I will add only that I have not, to my knowledge, changed a word of it. It is not only not embellished (or ‘glorified’, as the Black People would say) but it is as nearly verbatim as I can manage it; and I believe it implicitly. It fits in with much that is known scientifically and verified by occult investigators and suchlike personages; it is typically, utterly, West Indian; and Mrs Du Chaillu would as soon vary one jot or tittle from the strict truth in this or any other matter, as to attempt to stand on her head – and that, if you knew the dear old soul as I do, with her rheumatism, and her seventy-six years, and her impeccable, lifelong respectability, is as much as to say, impossible! For the convenience of any possible readers, I will tell her story for her, as nearly as possible in her own words, without quotation marks . . .

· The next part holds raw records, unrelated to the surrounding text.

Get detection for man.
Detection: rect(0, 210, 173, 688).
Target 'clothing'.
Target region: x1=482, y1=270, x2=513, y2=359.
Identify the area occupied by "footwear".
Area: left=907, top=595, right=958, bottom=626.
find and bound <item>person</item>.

I had been living in Phillipsbourg about two years; perhaps slightly longer (said Mrs Du Chaillu) when one morning I had occasion to go into my husband’s study, or office. Monsieur Du Chaillu – as he was generally called, of course, even though he was a clergyman of the Church of England – was, at the moment of my arrival, opening one of the two ‘strong-boxes’, or old-fashioned iron safes which he had standing side by side, and in which he kept his own money and the various parish funds of which he had charge.

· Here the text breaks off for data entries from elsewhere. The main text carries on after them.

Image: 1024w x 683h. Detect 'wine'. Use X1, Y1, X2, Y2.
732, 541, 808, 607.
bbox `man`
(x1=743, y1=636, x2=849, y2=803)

The occasion of my going into his office, where he received the parishioners – you know in these West Indian parishes the Black People come in streams to consult ‘Gahd’s An’inted’ about every conceivable matter from a family row to a stolen papaya – was on account of Julie. Julie was a very good and reliable servant, a young woman whose health was not very good, and whom I was keeping in one of the spare-rooms of our house. The rectory was a large residence, just next-door to the Government House, and poor Julie did better, we thought, inside than in one of the servants’ rooms in the yard. Every day I would give Julie a little brandy. She had come for her brandy a few minutes before – it was about four-thirty in the afternoon – and I discovered that I would have to get a fresh bottle. Monsieur Du Chaillu was in the office and had the key of the big sideboard, and I had stepped in to get the key from him.

As I say, he was just opening one of the safes.

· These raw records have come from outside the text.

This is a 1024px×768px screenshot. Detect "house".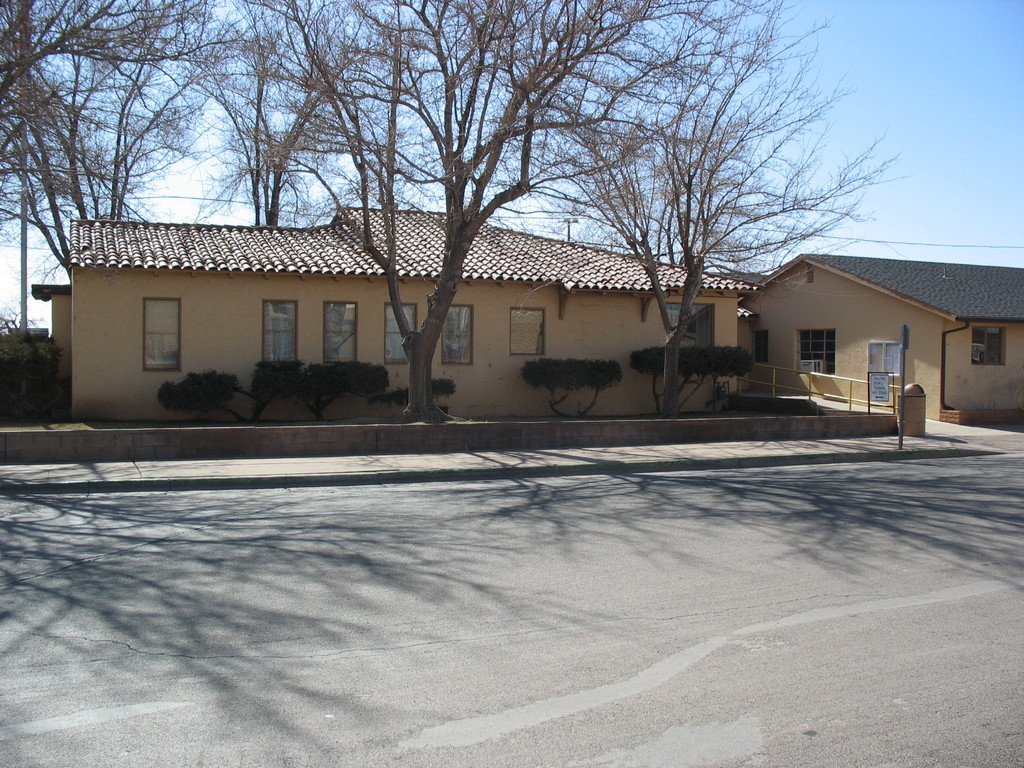
bbox(30, 202, 763, 424).
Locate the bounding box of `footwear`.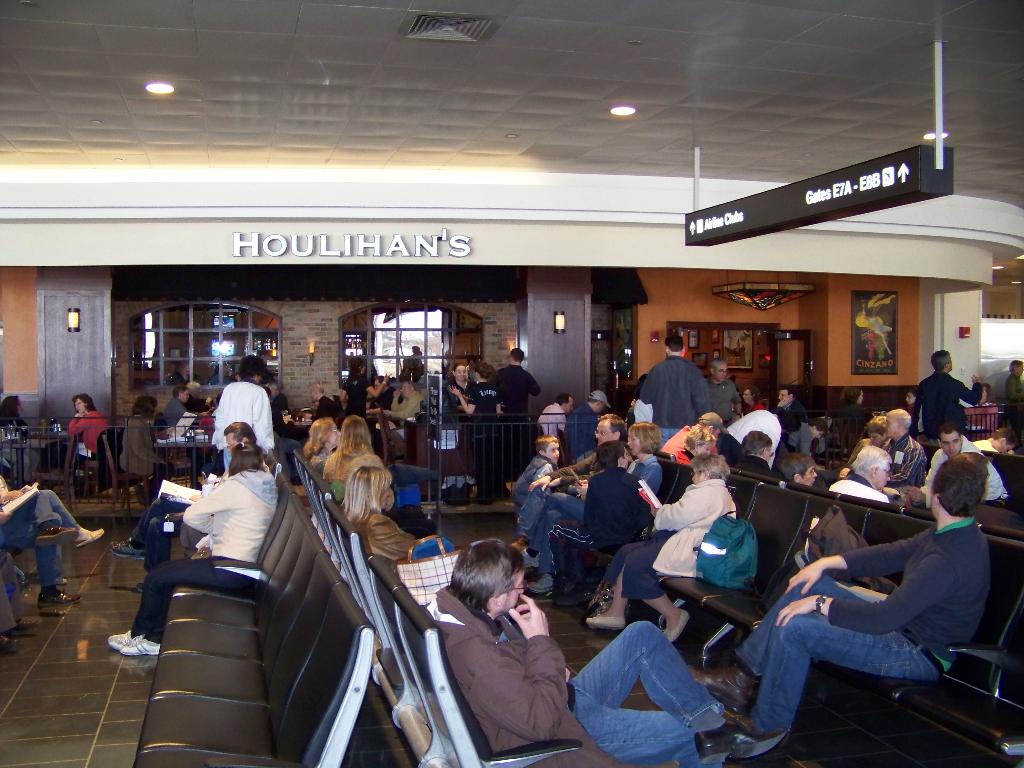
Bounding box: pyautogui.locateOnScreen(111, 541, 148, 564).
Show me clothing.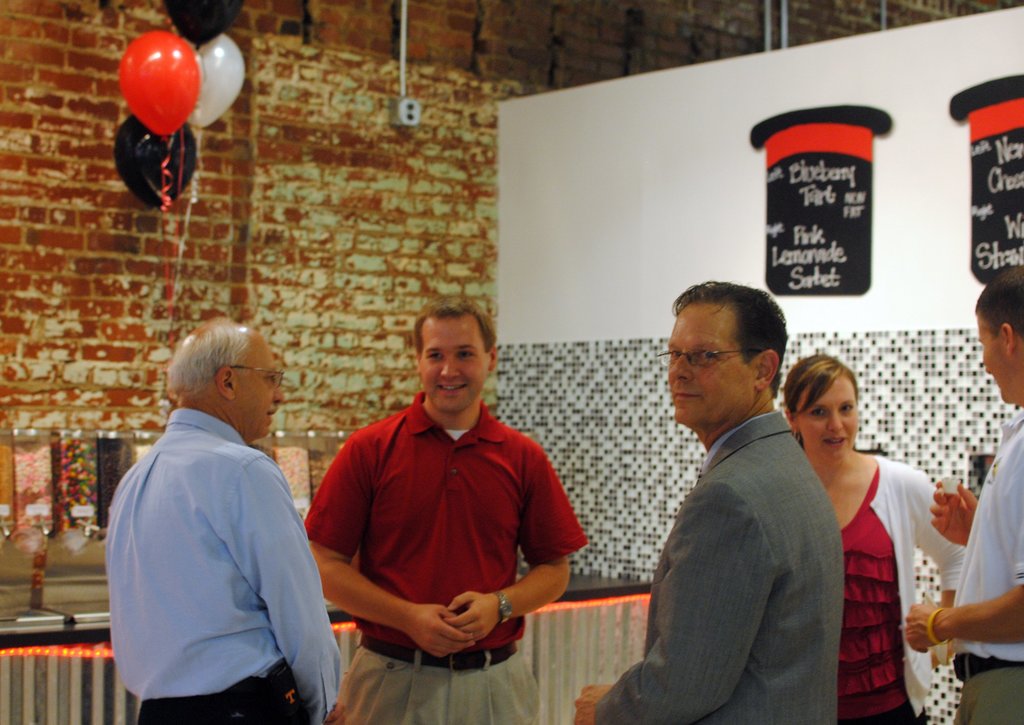
clothing is here: box=[959, 413, 1023, 723].
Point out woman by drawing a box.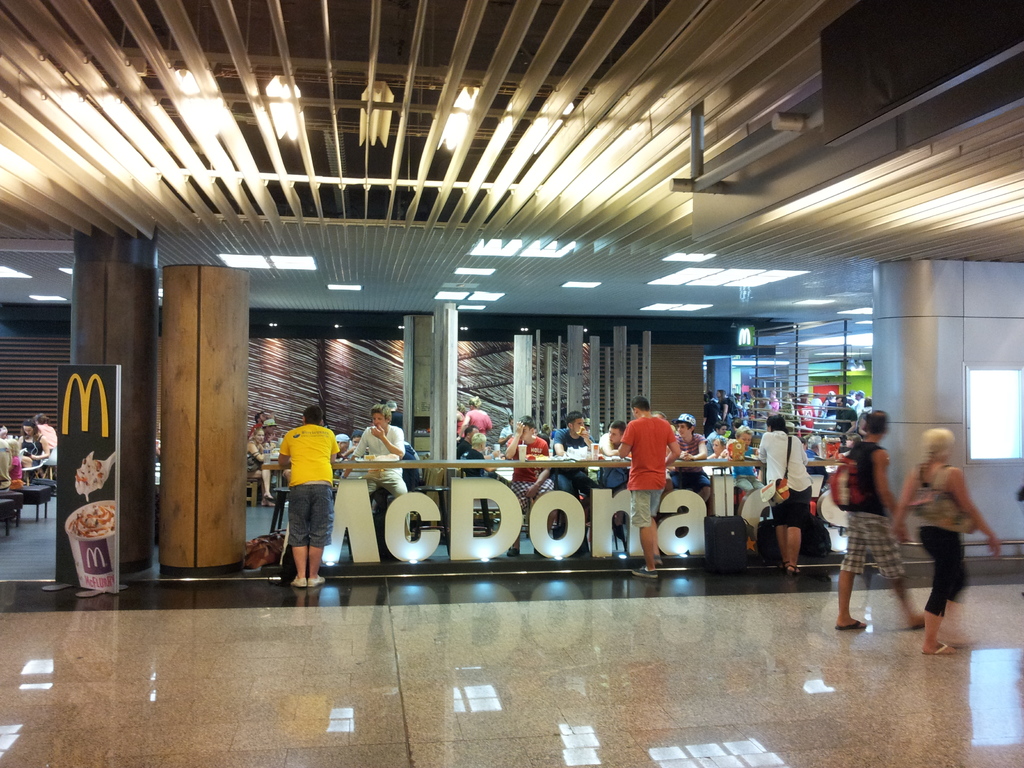
BBox(246, 425, 277, 506).
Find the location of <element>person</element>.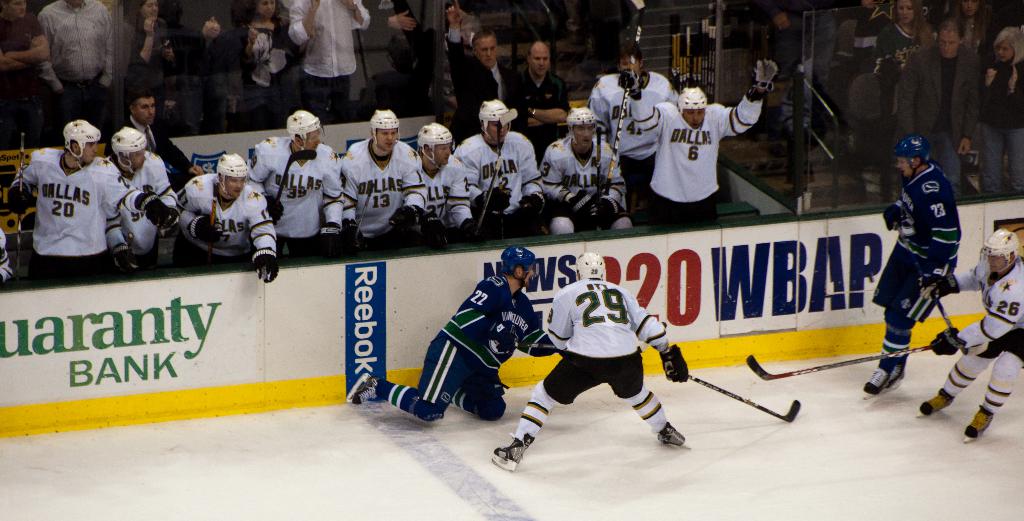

I said: ‘Placide, what are you doing?’ It was one of those meaningless questions. I could see clearly what he was doing. He was opening his safe, the one in which he kept his own private belongings, and I need not have asked so obvious a question.

My husband straightened up, however, not annoyed, you understand, but somewhat surprised, because I never entered his office as a rule, and remarked that he was getting some money out because he had a bill to pay that afternoon.

I asked him for the key to the sideboard and came and stood beside him as he reached down into the safe, which was the kind that opened with a great heavy lid on the top, like a cigar-box, or the cover for a cistern. He reached into his pocket with his left hand after the sideboard key, his right hand full of currency, and I looked into the safe. There on top lay a paper which I took to be a kind of promissory note. I read it, hastily. I was his wife. There was, I conceived, nothing secret about it.

‘What is this, Placide?’ I inquired.

My husband handed me the key to the sideboard.

‘What is what, my dear Minerva?’ he asked.

‘This note, or whatever it is. It seems as though you had loaned three hundred dollars a good while ago, and never got it back.’

‘That is correct,’ said my husband. ‘I have never felt that I wished to push the matter.’ He picked up the note with his now free left hand, in a ruminating kind of manner, and I saw there was another note underneath. I picked that one up myself, my husband making no objection to my doing so, and glanced through it. That, too, was for three hundred dollars. Both were dated between seventeen and eighteen years previously, that is, in the year 1863, although they were of different months and days, and both were signed by men at that time living in Phillipsbourg, both prosperous men; one a white gentleman-planter in a small way; the other a colored man with a not very good reputation, but one who had prospered and was accounted well-to-do.